Saturday, 12 January 2013

Nations Cup: How far can the Eagles fly?

Nigeria's players listen to their national anthem before the Nigeria vs Cape Verde friendly football match in preparation for the CAN 2013 tournament at Algarve Stadium in Faro on January 9, 2013 . AFP PHOTO / FRANCISCO LEONG
Exactly seven days from today, the 19th edition of the Africa Nations Cup will kick off in South Africa but action for the Super Eagles under the tutelage of Stephen Okechukwu Keshi will actually begin two days later when they confront fellow West Africans, Burkina Faso in their first game.
Last year when the competition was co-hosted by Equatorial Guinea and Gabon, Nigeria was conspicuously  absent after Eagles’ immediate past coach, debonair Samson Siasia bungled the country’s chances right on the turf of the Abuja National Stadium when a more determined Syli National of Guinea picked a deserving 2-2 to grab the  lone ticket from their group.

That disappointment caused Nigerian football fans to turn their backs on the Eagles and rightly or wrongly, vented their anger on the country’s football governing body, the Nigeria Football Federation, NFF.
From 2008 in Ghana to 2010 in both Angola for the Nations Cup and South Africa for the World Cup, the Eagles were tutored by four coaches, Berti Vogts, Shaibu Amodu, Lars Lagerback and Siasia, a mix of  foreign and local players. Therefore when Siasia failed, the cry was for an indigenous coach and the lot fell on Keshi who had handled both Togo and Mali after his stint with Amodu in 2002.

He began by going back to the basics, like his former coach, Clemens Westerhof did while he was in the saddle between late 1989 and mid 1994, recruiting deserving home-based players from the local league for a rebuilding  process.
Even though Nigerians saw what he did with little Togo which he qualified for their first and only World Cup in 2006 in Germany, they were not quick to nurse any hope of he reviving the fortunes of the Eagles whom they booed each time they played on home soil.
That feeling gradually gave way to optimism when the so-called home boys spiced with a handful foreign-based players held their own even before big football Nations. The drubbing a Lionel Messi-inspired Argentina  handed the Eagles last year didn’t change their feeling much as the Eagles’ earlier 4-1 drubbing of the same team in Abuja, though without Messi, was a enough to massage the ego of the fans.
With Keshi in-charge, the Eagles did not struggle too much to qualify for the Nations Cup but Nigerians were not too optimistic they could pull any surprise in South Africa, their grouping with Zambia, Burkina Faso and Ethiopia notwithstanding.
However, following the 3-1 win over Venezuela and the pulsating 1-1  against a star-studded Catalonian side parading a bunch of Barcelona FC and Spain’s  World Cup winning players, the same fans were beginning to dream that the Eagles will not only qualify from their group but come  tops ahead Zambia and Burkina Faso until last Wednesday’s drab 0-0 draw with giant-killing Cape Verde made them have a rethink.
However, it is the belief of every Nigerian football follower that if the team could get the maximum points against Burkina Faso, a team that have not really given them a scare in the past, in their first match on January 21, it could boost their morale against Zambia when they meet on January 25 for an outright  win or draw at the worst to make qualification for the quarter final brighter.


**What you have to do**: Without the pictures, output the records below word for word.

**Source material**:

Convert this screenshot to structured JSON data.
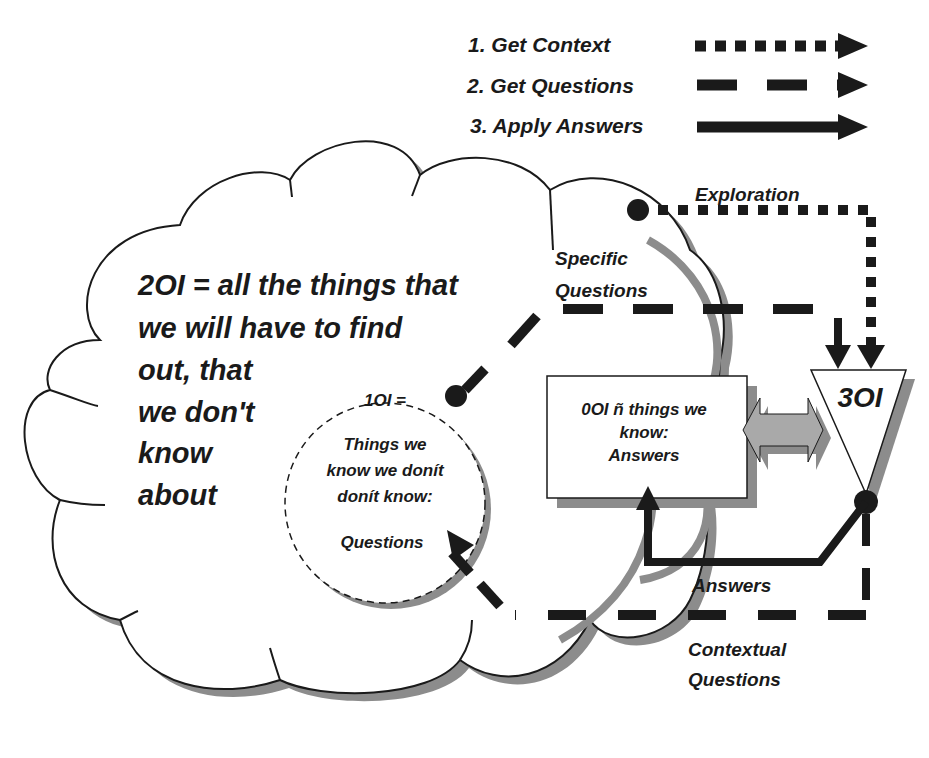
{
  "legend": {
    "items": [
      {
        "label": "1. Get Context",
        "style": "dotted"
      },
      {
        "label": "2. Get Questions",
        "style": "dashed"
      },
      {
        "label": "3. Apply Answers",
        "style": "solid"
      }
    ]
  },
  "cloud": {
    "title_lines": [
      "2OI = all the things that",
      "we will have to find",
      "out, that",
      "we don't",
      "know",
      "about"
    ]
  },
  "circle_1oi": {
    "heading": "1OI =",
    "lines": [
      "Things we",
      "know we donít",
      "donít know:"
    ],
    "footer": "Questions"
  },
  "box_0oi": {
    "lines": [
      "0OI ñ things we",
      "know:",
      "Answers"
    ]
  },
  "triangle_3oi": {
    "label": "3OI"
  },
  "labels": {
    "exploration": "Exploration",
    "specific_questions": [
      "Specific",
      "Questions"
    ],
    "answers": "Answers",
    "contextual_questions": [
      "Contextual",
      "Questions"
    ]
  },
  "colors": {
    "ink": "#1a1a1a",
    "shadow": "#8c8c8c",
    "arrow_fill": "#a9a9a9",
    "background": "#ffffff"
  }
}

**Solved problem**:
Convert this screenshot to structured JSON data.
{
  "legend": {
    "items": [
      {
        "label": "1. Get Context",
        "style": "dotted"
      },
      {
        "label": "2. Get Questions",
        "style": "dashed"
      },
      {
        "label": "3. Apply Answers",
        "style": "solid"
      }
    ]
  },
  "cloud": {
    "title_lines": [
      "2OI = all the things that",
      "we will have to find",
      "out, that",
      "we don't",
      "know",
      "about"
    ]
  },
  "circle_1oi": {
    "heading": "1OI =",
    "lines": [
      "Things we",
      "know we donít",
      "donít know:"
    ],
    "footer": "Questions"
  },
  "box_0oi": {
    "lines": [
      "0OI ñ things we",
      "know:",
      "Answers"
    ]
  },
  "triangle_3oi": {
    "label": "3OI"
  },
  "labels": {
    "exploration": "Exploration",
    "specific_questions": [
      "Specific",
      "Questions"
    ],
    "answers": "Answers",
    "contextual_questions": [
      "Contextual",
      "Questions"
    ]
  },
  "colors": {
    "ink": "#1a1a1a",
    "shadow": "#8c8c8c",
    "arrow_fill": "#a9a9a9",
    "background": "#ffffff"
  }
}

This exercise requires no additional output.